Friday, July 11, 2008

1. 110 months of jail and 18 strokes of the cane. Impartial decision by the judge or too light of a sentence?
Firstly all SAF personal are to uphold the Oath of Allegiance, which is to protect Singapore from threats, not to be a threat. Dave Teo Ming became just that. Wielding a SAR-21 rifle, he went out of the camp with reasons for taking the weapon, and no matter what he intends to do with the rifle, he is in clear violation of the law. Singapore has very strict gun control laws, so even taking a spent bullet can land you in the courtroom. Therefore I feel that the 20-year-old should've been given a heavier sentence. Why, you may ask. I say: Why not?
You would then argue about his family history. He has a jailbird dad, an abusive mum and his own sibling died prematurely. Plus his love life had gone to the dogs and his grandmother was diagnosed as ill. With so many unfortunate events, he definitely would be very depressed. Desperation soon got the better of him and he resorted to taking the rifle. He needed it for money(robbery) and for his girlfriend(threatening for her return).
Everyone has problems, and every problems has its solutions, whether right or wrong. Mr Dave used the wrong solution and he must pay for it, no matter how dire the situation was. I just hope he had learnt his lesson and can recuperate after his jail term.
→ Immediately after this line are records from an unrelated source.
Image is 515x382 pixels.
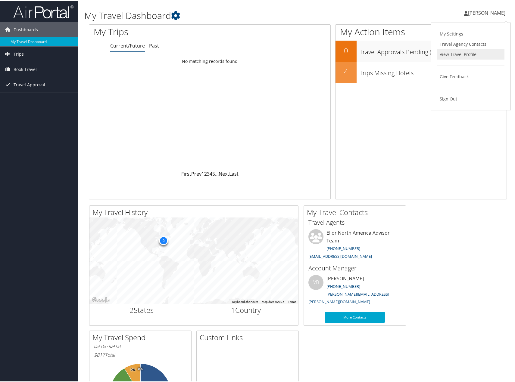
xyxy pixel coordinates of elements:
a: Last [229,170,238,176]
h3: Account Manager [308,263,401,272]
div: 9 [159,235,168,244]
a: [EMAIL_ADDRESS][DOMAIN_NAME] [308,253,372,258]
a: Current/Future [110,42,145,48]
img: Google [91,296,111,303]
a: [PHONE_NUMBER] [326,283,360,288]
a: Open this area in Google Maps (opens a new window) [91,296,111,303]
span: 1 [231,304,235,314]
a: Next [219,170,229,176]
h2: Country [198,304,294,315]
h3: Trips Missing Hotels [359,65,506,76]
h2: 0 [335,45,356,55]
h3: Travel Agents [308,218,401,226]
a: 1 [201,170,204,176]
img: airportal-logo.png [13,4,73,18]
a: 4 [210,170,212,176]
h2: States [94,304,189,315]
h2: My Travel Spend [92,332,191,342]
h6: Total [94,351,187,358]
button: Keyboard shortcuts [232,299,258,303]
h3: Travel Approvals Pending (Advisor Booked) [359,44,506,55]
h1: My Travel Dashboard [84,8,369,21]
tspan: 0% [138,367,143,370]
a: More Contacts [325,311,385,322]
span: Book Travel [14,61,37,76]
a: View Travel Profile [437,48,504,59]
h2: My Travel Contacts [307,207,405,217]
td: No matching records found [89,55,330,66]
h2: My Travel History [92,207,298,217]
h2: 4 [335,66,356,76]
a: First [181,170,191,176]
a: Terms (opens in new tab) [288,300,296,303]
a: Prev [191,170,201,176]
tspan: 9% [131,368,135,371]
span: … [215,170,219,176]
a: 5 [212,170,215,176]
h2: Custom Links [200,332,298,342]
a: [PERSON_NAME][EMAIL_ADDRESS][PERSON_NAME][DOMAIN_NAME] [308,291,389,304]
a: 0Travel Approvals Pending (Advisor Booked) [335,40,506,61]
span: Map data ©2025 [262,300,284,303]
span: Dashboards [14,21,38,36]
a: My Settings [437,28,504,38]
a: Past [149,42,159,48]
span: Travel Approval [14,76,45,92]
li: Elior North America Advisor Team [305,228,404,261]
h1: My Trips [94,25,225,37]
li: [PERSON_NAME] [305,274,404,306]
a: Sign Out [437,93,504,103]
a: Travel Agency Contacts [437,38,504,48]
a: [PERSON_NAME] [464,3,511,21]
span: $817 [94,351,105,358]
div: VB [308,274,323,289]
span: Trips [14,46,24,61]
h1: My Action Items [335,25,506,37]
a: 2 [204,170,207,176]
h6: [DATE] - [DATE] [94,343,187,349]
a: 4Trips Missing Hotels [335,61,506,82]
a: 3 [207,170,210,176]
span: 2 [129,304,134,314]
span: [PERSON_NAME] [468,9,505,15]
a: Give Feedback [437,71,504,81]
a: [PHONE_NUMBER] [326,245,360,250]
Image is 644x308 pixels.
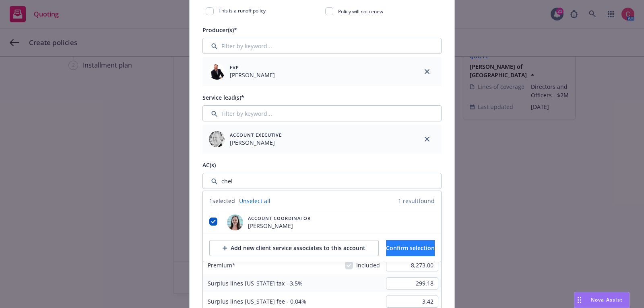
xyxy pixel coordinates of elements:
span: Service lead(s)* [203,94,245,101]
span: Surplus lines [US_STATE] tax - 3.5% [208,280,303,287]
img: employee photo [209,63,225,80]
span: Premium [208,262,235,269]
span: Producer(s)* [203,26,237,33]
div: This is a runoff policy [203,4,322,19]
img: employee photo [227,214,243,231]
span: [PERSON_NAME] [230,71,275,79]
input: Filter by keyword... [203,173,441,189]
span: Nova Assist [591,297,623,304]
input: Filter by keyword... [203,38,441,54]
span: Included [356,261,380,269]
span: EVP [230,64,275,71]
span: Confirm selection [386,245,434,251]
a: close [422,67,432,76]
span: 1 result found [398,196,434,205]
span: Account Executive [230,131,282,138]
div: Add new client service associates to this account [222,240,366,256]
span: Account Coordinator [248,214,311,221]
input: 0.00 [386,296,439,308]
span: 1 selected [210,196,235,205]
button: Confirm selection [386,240,434,257]
input: 0.00 [386,259,439,271]
span: AC(s) [203,161,216,169]
button: Add new client service associates to this account [210,240,379,257]
input: 0.00 [386,278,439,290]
div: Drag to move [574,293,585,308]
span: [PERSON_NAME] [248,221,311,230]
a: close [422,135,432,144]
button: Nova Assist [574,292,629,308]
img: employee photo [209,131,225,148]
a: Unselect all [239,196,270,205]
span: Surplus lines [US_STATE] fee - 0.04% [208,298,307,305]
input: Filter by keyword... [203,106,441,122]
div: Policy will not renew [322,4,441,19]
span: [PERSON_NAME] [230,138,282,147]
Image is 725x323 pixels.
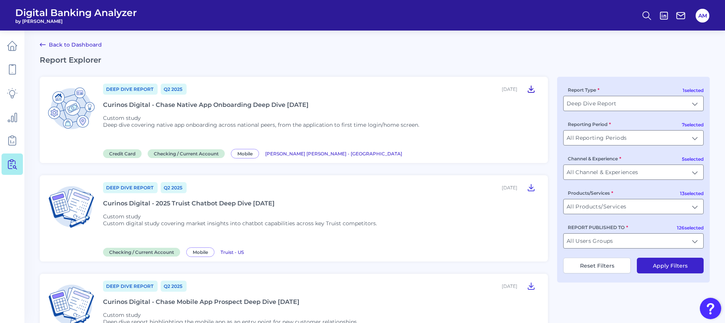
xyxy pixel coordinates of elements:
span: Credit Card [103,149,142,158]
a: Back to Dashboard [40,40,102,49]
button: Curinos Digital - Chase Mobile App Prospect Deep Dive May 2025 [523,280,539,292]
button: Open Resource Center [700,298,721,319]
div: [DATE] [502,185,517,190]
a: Mobile [186,248,217,255]
div: [DATE] [502,283,517,289]
h2: Report Explorer [40,55,710,64]
a: Checking / Current Account [148,150,228,157]
label: Report Type [568,87,599,93]
button: Apply Filters [637,257,703,273]
label: REPORT PUBLISHED TO [568,224,628,230]
label: Channel & Experience [568,156,621,161]
div: Curinos Digital - Chase Mobile App Prospect Deep Dive [DATE] [103,298,299,305]
a: Credit Card [103,150,145,157]
span: Mobile [231,149,259,158]
div: [DATE] [502,86,517,92]
span: Digital Banking Analyzer [15,7,137,18]
a: Deep Dive Report [103,182,158,193]
a: [PERSON_NAME] [PERSON_NAME] - [GEOGRAPHIC_DATA] [265,150,402,157]
span: Custom study [103,213,141,220]
a: Q2 2025 [161,280,187,291]
span: [PERSON_NAME] [PERSON_NAME] - [GEOGRAPHIC_DATA] [265,151,402,156]
button: AM [695,9,709,23]
button: Curinos Digital - 2025 Truist Chatbot Deep Dive May 2025 [523,181,539,193]
a: Deep Dive Report [103,84,158,95]
label: Reporting Period [568,121,611,127]
div: Curinos Digital - Chase Native App Onboarding Deep Dive [DATE] [103,101,309,108]
label: Products/Services [568,190,613,196]
span: Truist - US [220,249,244,255]
img: Checking / Current Account [46,181,97,232]
img: Credit Card [46,83,97,134]
button: Curinos Digital - Chase Native App Onboarding Deep Dive May 2025 [523,83,539,95]
a: Truist - US [220,248,244,255]
a: Q2 2025 [161,84,187,95]
p: Deep dive covering native app onboarding across national peers, from the application to first tim... [103,121,419,128]
a: Deep Dive Report [103,280,158,291]
a: Q2 2025 [161,182,187,193]
a: Mobile [231,150,262,157]
span: Checking / Current Account [148,149,225,158]
div: Curinos Digital - 2025 Truist Chatbot Deep Dive [DATE] [103,200,275,207]
a: Checking / Current Account [103,248,183,255]
span: Mobile [186,247,214,257]
button: Reset Filters [563,257,631,273]
span: Checking / Current Account [103,248,180,256]
p: Custom digital study covering market insights into chatbot capabilities across key Truist competi... [103,220,377,227]
span: Custom study [103,114,141,121]
span: Custom study [103,311,141,318]
span: by [PERSON_NAME] [15,18,137,24]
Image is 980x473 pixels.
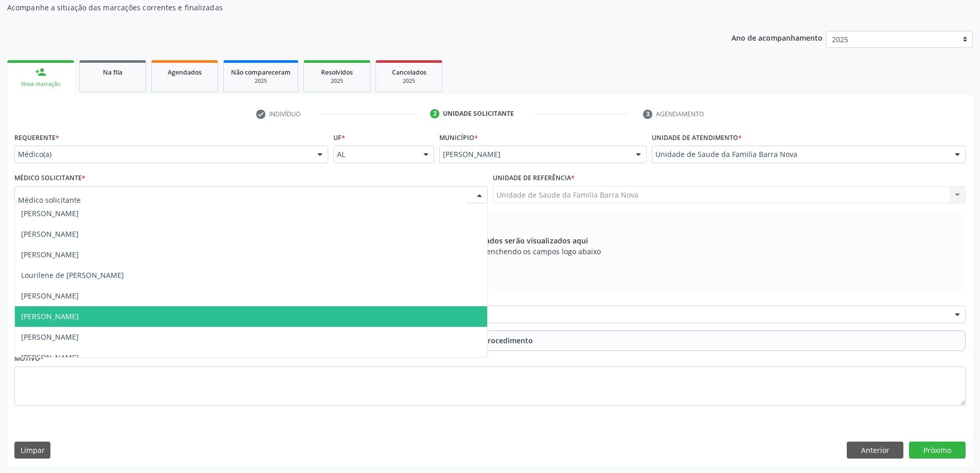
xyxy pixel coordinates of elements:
[652,130,742,146] label: Unidade de atendimento
[168,68,202,76] span: Agendados
[21,312,79,321] span: [PERSON_NAME]
[321,68,353,76] span: Resolvidos
[448,335,533,346] span: Adicionar Procedimento
[21,332,79,342] span: [PERSON_NAME]
[909,442,965,459] button: Próximo
[21,271,124,280] span: Lourilene de [PERSON_NAME]
[312,77,363,85] div: 2025
[392,235,588,246] span: Os procedimentos adicionados serão visualizados aqui
[15,80,67,88] div: Nova marcação
[15,351,44,367] label: Motivo
[337,149,414,160] span: AL
[21,291,79,300] span: [PERSON_NAME]
[392,68,426,76] span: Cancelados
[15,170,86,186] label: Médico Solicitante
[15,130,59,146] label: Requerente
[443,109,514,118] div: Unidade solicitante
[847,442,904,459] button: Anterior
[7,2,684,13] p: Acompanhe a situação das marcações correntes e finalizadas
[231,68,291,76] span: Não compareceram
[493,170,574,186] label: Unidade de referência
[655,149,945,160] span: Unidade de Saude da Familia Barra Nova
[21,229,79,239] span: [PERSON_NAME]
[334,130,345,146] label: UF
[21,250,79,260] span: [PERSON_NAME]
[443,149,626,160] span: [PERSON_NAME]
[35,66,47,78] div: person_add
[103,68,122,76] span: Na fila
[21,352,79,362] span: [PERSON_NAME]
[439,130,478,146] label: Município
[383,77,435,85] div: 2025
[231,77,291,85] div: 2025
[732,31,823,44] p: Ano de acompanhamento
[15,330,965,351] button: Adicionar Procedimento
[379,246,601,257] span: Adicione os procedimentos preenchendo os campos logo abaixo
[18,190,467,211] input: Médico solicitante
[430,109,439,118] div: 2
[18,149,307,160] span: Médico(a)
[21,209,79,219] span: [PERSON_NAME]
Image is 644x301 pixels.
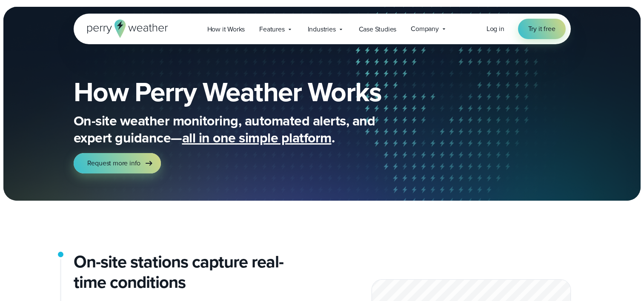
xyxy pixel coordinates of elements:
[486,24,504,34] a: Log in
[518,19,566,39] a: Try it free
[207,24,245,34] span: How it Works
[74,78,443,105] h1: How Perry Weather Works
[74,153,161,173] a: Request more info
[87,158,141,168] span: Request more info
[74,112,414,146] p: On-site weather monitoring, automated alerts, and expert guidance— .
[359,24,397,34] span: Case Studies
[411,24,439,34] span: Company
[259,24,284,34] span: Features
[486,24,504,34] span: Log in
[352,21,404,38] a: Case Studies
[182,128,331,148] span: all in one simple platform
[200,21,253,38] a: How it Works
[74,252,315,293] h2: On-site stations capture real-time conditions
[528,24,555,34] span: Try it free
[308,24,336,34] span: Industries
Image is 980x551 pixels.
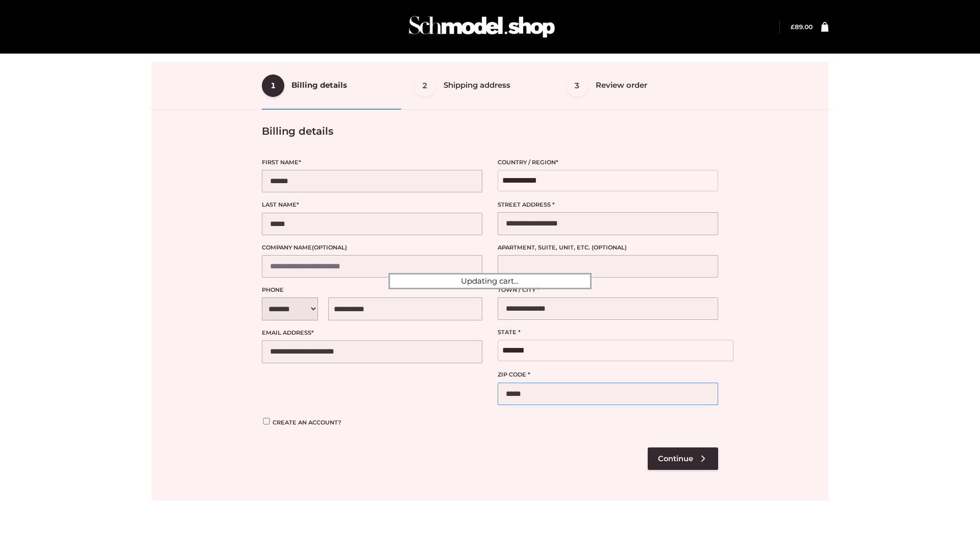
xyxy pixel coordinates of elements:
a: £89.00 [790,23,812,31]
div: Updating cart... [388,273,592,290]
img: Schmodel Admin 964 [405,7,558,47]
span: £ [790,23,794,31]
bdi: 89.00 [790,23,812,31]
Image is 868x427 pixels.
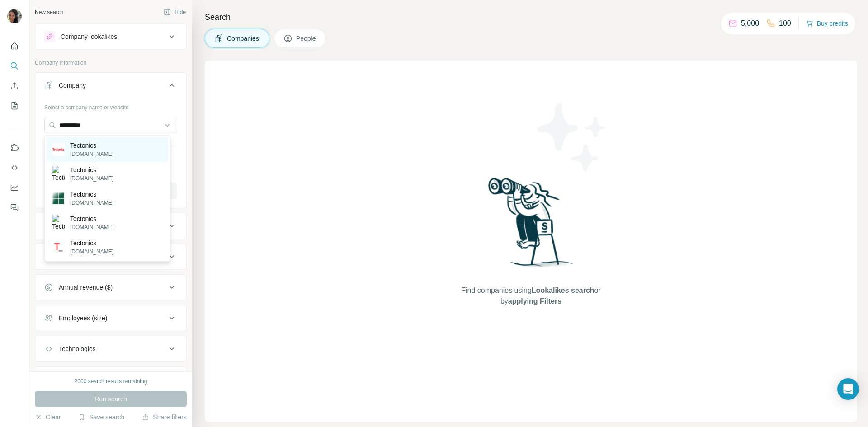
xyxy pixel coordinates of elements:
button: Enrich CSV [7,78,22,94]
img: Tectonics [52,166,65,182]
img: Surfe Illustration - Stars [531,97,612,178]
div: New search [35,8,63,16]
button: Use Surfe on LinkedIn [7,140,22,156]
div: 2000 search results remaining [75,378,147,386]
img: Tectonics [52,192,65,205]
div: Open Intercom Messenger [837,378,859,400]
div: Employees (size) [59,314,107,322]
div: Annual revenue ($) [59,283,113,292]
p: 100 [779,18,791,29]
img: Avatar [7,9,22,23]
p: 5,000 [741,18,759,29]
button: My lists [7,98,22,114]
button: Industry [35,215,187,237]
span: Find companies using or by [458,285,603,307]
button: Buy credits [806,17,848,30]
button: Quick start [7,38,22,54]
p: [DOMAIN_NAME] [70,223,113,231]
span: Companies [227,34,260,43]
p: [DOMAIN_NAME] [70,248,113,256]
button: Annual revenue ($) [35,276,187,298]
img: Tectonics [52,241,65,254]
p: Company information [35,59,187,67]
button: Share filters [142,413,187,422]
img: Tectonics [52,214,65,231]
div: Company [59,81,86,90]
p: Tectonics [70,238,113,248]
button: HQ location [35,246,187,268]
p: [DOMAIN_NAME] [70,150,113,158]
button: Save search [78,413,125,422]
img: Tectonics [52,143,65,156]
span: applying Filters [508,297,562,305]
button: Feedback [7,199,22,216]
button: Technologies [35,338,187,360]
button: Dashboard [7,179,22,196]
button: Company lookalikes [35,26,187,47]
p: Tectonics [70,190,113,199]
p: [DOMAIN_NAME] [70,199,113,207]
button: Clear [35,413,61,422]
p: [DOMAIN_NAME] [70,175,113,183]
span: Lookalikes search [532,286,594,294]
p: Tectonics [70,141,113,150]
button: Employees (size) [35,307,187,329]
button: Use Surfe API [7,160,22,176]
button: Search [7,58,22,74]
p: Tectonics [70,214,113,223]
button: Keywords [35,369,187,390]
h4: Search [205,11,857,23]
div: Company lookalikes [61,32,117,41]
span: People [296,34,317,43]
button: Hide [157,5,192,19]
button: Company [35,75,187,100]
img: Surfe Illustration - Woman searching with binoculars [484,175,578,276]
div: Select a company name or website [44,100,177,112]
p: Tectonics [70,165,113,175]
div: Technologies [59,344,96,354]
3.Recent articles usually talk about rising food and oil prices, the struggles to cope with inflation and a possible economic recession. Yet somehow, although Singapore definitely is affected, the impact on the republic is not as devastating as other countries.
Dwindling resources in Australia is just going to raise food prices up, thus importers of Australia, namely Singapore, will be affected. Maximising resources seems the way to go if resources continue to dip.
Or is it?
Maximising resources can mean using food as biofuel to supply to those ever big oil-consuming nations. One way to do it, but it also further raises food prices, as some of the food will be for fuel, which means lesser for consumption and higher prices will follow.
All Singaporeans, one way or another, will feel the pinch in their wallets. But i daresay we got off quite good. Sure people here will try to find discount prices, but in other countries, it is a totally different story. Africa, in general, is already so devastated, so poor that the governments are having a hard time to recover. Their average GDP is much less than ours, their economies are backlash and the political system is just so courrpt. Couple these problems with the rising prices, the Africans will end up suffering the most. More people die of hunger. Singaporeans rarely die of starvation.
Of course, from now until the point of recovery, we all would be relying on cheaper food products and petroleum. Trying every way to scrape and save in order to save more money. We would see a hike in the sales of less oil-consuming cars and local food products. Forking out that extra fifteen-cents for that bag of chips and whatnot. Whatever we do, the current affairs will be responsible, whether directly or indirectly. We just have to adapt to it, else things will turn for the worse.